Born in Liverpool, Lancashire, Handley went on the stage in his teens and after military service in the First World War he established himself as a comedian and singer on the music hall circuit.

Handley's greatest success came in 1939 with the BBC radio comedy show It's That Man Again, which, after an uncertain start, caught the British public's imagination and reached an unprecedentedly large audience.

[2] He was a regular performer on the BBC from 1924 onwards – his biographer Barry Took calls him "a mainstay of its variety programmes" – as a solo entertainer, an actor in sketches and occasionally a producer.

[10] Together they wrote and delivered what Took describes as "a sophisticated crosstalk of quickfire word and idea association"; the combination of the Old Etonian Frankau's patrician tones as Murgatroyd and Handley's fast-talking Scouse patter as Winterbottom became one of the BBC's most popular comedy features.

[13] The new direction and stimulus came with the BBC's need for a replacement for Band Waggon, an immensely successful hour-long variety programme starring Arthur Askey and Richard Murdoch.

The three colleagues agreed to set the series on a pirate radio ship, with Handley in charge, surrounded by and coping with a cast of miscellaneous oddballs.

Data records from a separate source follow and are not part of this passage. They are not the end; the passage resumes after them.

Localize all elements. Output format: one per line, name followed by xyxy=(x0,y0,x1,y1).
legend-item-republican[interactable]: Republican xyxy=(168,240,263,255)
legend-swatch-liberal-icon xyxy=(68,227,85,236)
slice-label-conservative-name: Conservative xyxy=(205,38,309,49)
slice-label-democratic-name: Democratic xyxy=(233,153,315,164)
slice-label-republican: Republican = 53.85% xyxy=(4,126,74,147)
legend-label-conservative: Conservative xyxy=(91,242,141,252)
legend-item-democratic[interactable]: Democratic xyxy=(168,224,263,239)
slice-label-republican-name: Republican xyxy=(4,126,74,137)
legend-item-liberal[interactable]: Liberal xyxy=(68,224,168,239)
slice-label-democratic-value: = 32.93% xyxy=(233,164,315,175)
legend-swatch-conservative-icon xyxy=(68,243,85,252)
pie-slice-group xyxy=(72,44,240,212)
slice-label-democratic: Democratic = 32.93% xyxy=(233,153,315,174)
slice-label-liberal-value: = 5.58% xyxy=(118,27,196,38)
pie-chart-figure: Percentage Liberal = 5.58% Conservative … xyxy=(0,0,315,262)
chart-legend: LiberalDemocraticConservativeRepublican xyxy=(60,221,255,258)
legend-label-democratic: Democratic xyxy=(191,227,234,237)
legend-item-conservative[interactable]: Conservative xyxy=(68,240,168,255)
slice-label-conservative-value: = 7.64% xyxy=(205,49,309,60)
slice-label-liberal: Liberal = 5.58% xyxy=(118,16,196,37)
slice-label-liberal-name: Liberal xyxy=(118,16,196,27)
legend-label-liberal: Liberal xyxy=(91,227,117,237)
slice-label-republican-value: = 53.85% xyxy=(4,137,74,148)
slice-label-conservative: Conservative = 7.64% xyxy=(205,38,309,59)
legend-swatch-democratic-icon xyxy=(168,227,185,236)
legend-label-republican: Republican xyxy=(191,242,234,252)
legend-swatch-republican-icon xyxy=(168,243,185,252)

[17] At the outbreak of the war the BBC, knowing that its London headquarters at Broadcasting House would be a principal target for enemy bombing, put into effect plans to move much of its activity to other locations.

ITMA resumed, its running time reduced to 30 minutes, and now Handley and his colleagues caught the public mood with shows that genially satirised many of the irritating features of wartime existence and generated catchphrases that became common currency.

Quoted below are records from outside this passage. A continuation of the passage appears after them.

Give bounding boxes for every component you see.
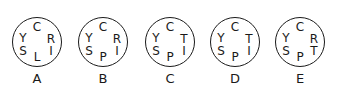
- option-d[interactable]: C Y S P T I D: [203, 0, 269, 90]
- letter-bottom: P: [164, 51, 176, 63]
- letter-bottom: P: [294, 51, 306, 63]
- option-label: E: [294, 72, 306, 85]
- option-e[interactable]: C Y S P R T E: [268, 0, 334, 90]
- letter-top: C: [97, 21, 109, 33]
- letter-top: C: [229, 21, 241, 33]
- letter-top: C: [164, 21, 176, 33]
- letter-upper-left: Y: [280, 32, 292, 44]
- letter-lower-right: I: [45, 45, 57, 57]
- option-c[interactable]: C Y S P T I C: [138, 0, 204, 90]
- option-label: C: [164, 72, 176, 85]
- option-label: B: [97, 72, 109, 85]
- letter-top: C: [294, 21, 306, 33]
- letter-bottom: L: [31, 51, 43, 63]
- letter-top: C: [31, 21, 43, 33]
- letter-lower-right: T: [308, 45, 320, 57]
- option-b[interactable]: C Y S P R I B: [71, 0, 137, 90]
- letter-upper-left: Y: [83, 32, 95, 44]
- letter-lower-right: I: [243, 45, 255, 57]
- letter-lower-left: S: [17, 45, 29, 57]
- option-a[interactable]: C Y S L R I A: [5, 0, 71, 90]
- letter-lower-right: I: [111, 45, 123, 57]
- letter-upper-left: Y: [17, 32, 29, 44]
- letter-bottom: P: [229, 51, 241, 63]
- letter-bottom: P: [97, 51, 109, 63]
- letter-upper-left: Y: [215, 32, 227, 44]
- option-label: A: [31, 72, 43, 85]
- option-label: D: [229, 72, 241, 85]
- letter-lower-left: S: [83, 45, 95, 57]
- letter-lower-left: S: [280, 45, 292, 57]
- letter-upper-left: Y: [150, 32, 162, 44]
- letter-lower-left: S: [215, 45, 227, 57]
- letter-lower-left: S: [150, 45, 162, 57]
- letter-lower-right: I: [178, 45, 190, 57]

Handley was cast as the Minister of Aggravation and Mysteries at the Office of Twerps, surrounded by a cast of bizarre characters; they included, at various times, the bibulous Colonel Chinstrap, the morose Mona Lott, the incompetent German spy Funf, the formidable charlady Mrs Mopp, the dubious vendor Ali Oop, and the ultra-polite broker's men Claude and Cecil.

The supposed locale and the cast of characters changed over the years, but the formula – Handley as the benign master of ceremonies beset by a gallery of comic eccentrics – remained constant.

[21] Thousands of people lined the route of Handley's funeral procession from the chapel near his London home to Golders Green Crematorium,[22] and packed memorial services were held in two cathedrals: St Paul's on 27 January and Liverpool three days later.

Nonetheless, it was popular in Australia:[25][26] a writer in The Age commented that Handley's "roguish Liverpudlian twang could have made a stock-exchange report sound funny".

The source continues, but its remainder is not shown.